Friday, June 27, 2003
Doubts
It’s been a long while since I’ve visited The Internet Monk. He has a redesigned site, which looks great, but that’s not why I’m mentioning him.
He has a really thought-provoking post about doubt. Here’s an excerpt that I found myself agreeing with:
- These doubts have made me respect my honest, unbelieving friends. To many of them, it isn’t so much the content of Christianity that is ridiculous. It’s the idea that Christians are so certain; so doubtless. They find it untenable that anyone could bury their own doubts so deep that you are as certain as Christians appear to be. Our television and radio preachers, our musicians and booksellers, the glowing testimonial at church, the zealous fanatic at the break table at work--they all say that Christians no longer have the doubts and questions of other people. Only certainties. And for many thoughtful unbelievers, that appears to be lying or delusion, and they would prefer to avoid both.
So do I. I profoundly dislike the unspoken requirement among Christians that we either bury all our doubts out in back of the church, or we restrict them to a list of specific religious questions that can be handled in polite conversations dispensing tidy, palatable answers. Mega-doubts. Nightmarish doubts. “I’m wasting my whole life” doubts are signs one may not be a Christian, and you’ve just made it to the prayer list.
- The early chapters of Genesis make it clear that sin created a profound division between God and human beings. Not just an interruption in communication, but a universe-sized separation.. There is great evidence that this abyss creates a situation where human beings may reasonably, sensibly feel that God is absent, or that there is no God. This is not because of an absence of evidence for God’s existence, or because God has abandoned the world, but because human experience is fundamentally changed and we are blinded to the resident glory of God in the universe and within our lives.
[...]
The question may become, “Do I banish my doubts, call them the devil and refuse to examine them, or do I accept my doubts as part of the paradox of my human experience, and realize that faith may exist right alongside such feelings and questions, as Mark 9:24 suggests?”
This is my own experience. I cannot remove my doubts, but I cannot erase my faith. At every level, these two experiences exist together, convincing me that I am, indeed and exactly, the kind of contradiction that Luther believed all Christians were at the center: both righteous and sinful simultaneously. (Simul justus et peccator.) While these two experiences are at war over the most basic assumptions of my life, they actually blend together into a single experience that is what one person called “the awesomeness of being human.”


* Problem statement: The answer should match the entries below word for word, minus their pictures.

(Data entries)
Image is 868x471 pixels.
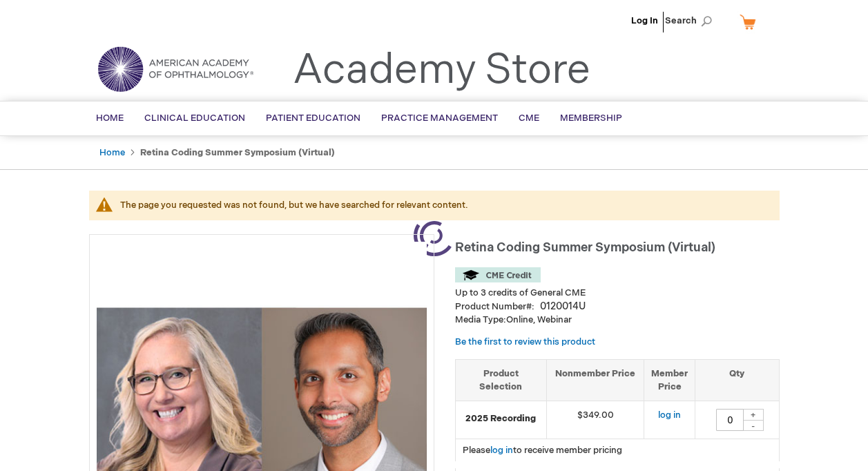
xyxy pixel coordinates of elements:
a: Log In [631,15,658,26]
div: - [743,421,764,432]
span: Practice Management [381,113,498,124]
span: Search [665,7,717,34]
a: log in [658,410,681,421]
div: 0120014U [540,300,585,314]
span: Patient Education [266,113,360,124]
img: CME Credit [455,268,541,283]
th: Member Price [644,360,696,402]
strong: Retina Coding Summer Symposium (Virtual) [140,147,335,158]
a: log in [490,445,513,456]
td: $349.00 [547,402,644,440]
strong: Media Type: [455,314,506,325]
th: Nonmember Price [547,360,644,402]
a: Home [99,147,125,158]
span: Please to receive member pricing [462,445,622,456]
span: Home [96,113,123,124]
a: Academy Store [293,45,590,95]
strong: Product Number [455,301,534,312]
div: The page you requested was not found, but we have searched for relevant content. [120,199,766,212]
span: CME [519,113,539,124]
a: Be the first to review this product [455,336,595,347]
span: Clinical Education [145,113,245,124]
strong: 2025 Recording [462,412,540,426]
p: Online, Webinar [455,314,780,327]
span: Retina Coding Summer Symposium (Virtual) [455,241,715,255]
th: Product Selection [456,360,547,402]
li: Up to 3 credits of General CME [455,287,780,300]
input: Qty [716,409,744,432]
div: + [743,409,764,421]
th: Qty [696,360,779,402]
span: Membership [560,113,622,124]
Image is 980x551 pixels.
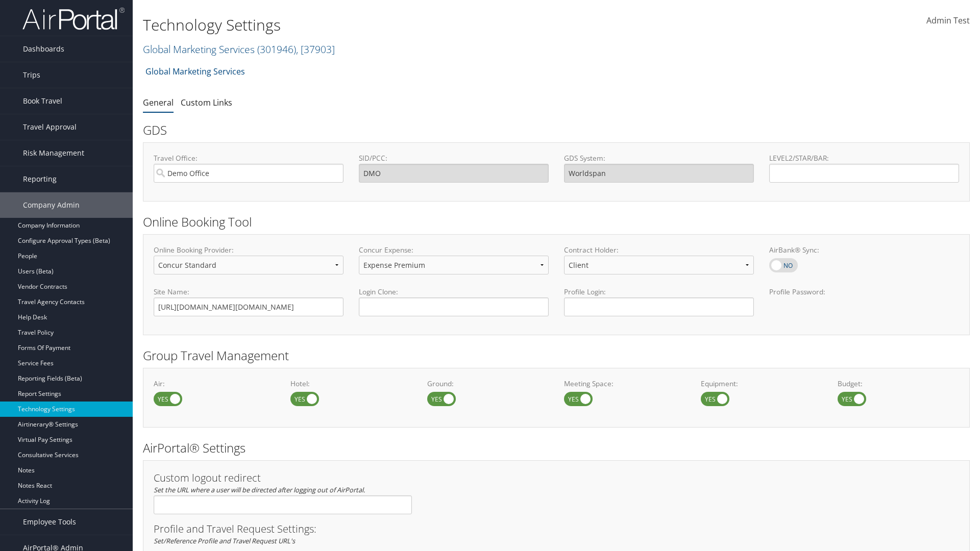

* Output for this task:
Image is 868x471 pixels.
xyxy pixel coordinates of elements:
a: Log In [631,15,658,26]
div: - [743,421,764,432]
span: Practice Management [381,113,498,124]
span: Search [665,7,717,34]
a: log in [658,410,681,421]
div: 0120014U [540,300,585,314]
span: Patient Education [266,113,360,124]
img: CME Credit [455,268,541,283]
th: Member Price [644,360,696,402]
strong: Retina Coding Summer Symposium (Virtual) [140,147,335,158]
a: log in [490,445,513,456]
td: $349.00 [547,402,644,440]
strong: Media Type: [455,314,506,325]
th: Nonmember Price [547,360,644,402]
a: Home [99,147,125,158]
span: Please to receive member pricing [462,445,622,456]
span: Home [96,113,123,124]
a: Academy Store [293,45,590,95]
strong: Product Number [455,301,534,312]
div: The page you requested was not found, but we have searched for relevant content. [120,199,766,212]
span: CME [519,113,539,124]
a: Be the first to review this product [455,336,595,347]
span: Clinical Education [145,113,245,124]
strong: 2025 Recording [462,412,540,426]
p: Online, Webinar [455,314,780,327]
span: Retina Coding Summer Symposium (Virtual) [455,241,715,255]
th: Product Selection [456,360,547,402]
li: Up to 3 credits of General CME [455,287,780,300]
input: Qty [716,409,744,432]
div: + [743,409,764,421]
th: Qty [696,360,779,402]
span: Membership [560,113,622,124]
Image is 980x551 pixels.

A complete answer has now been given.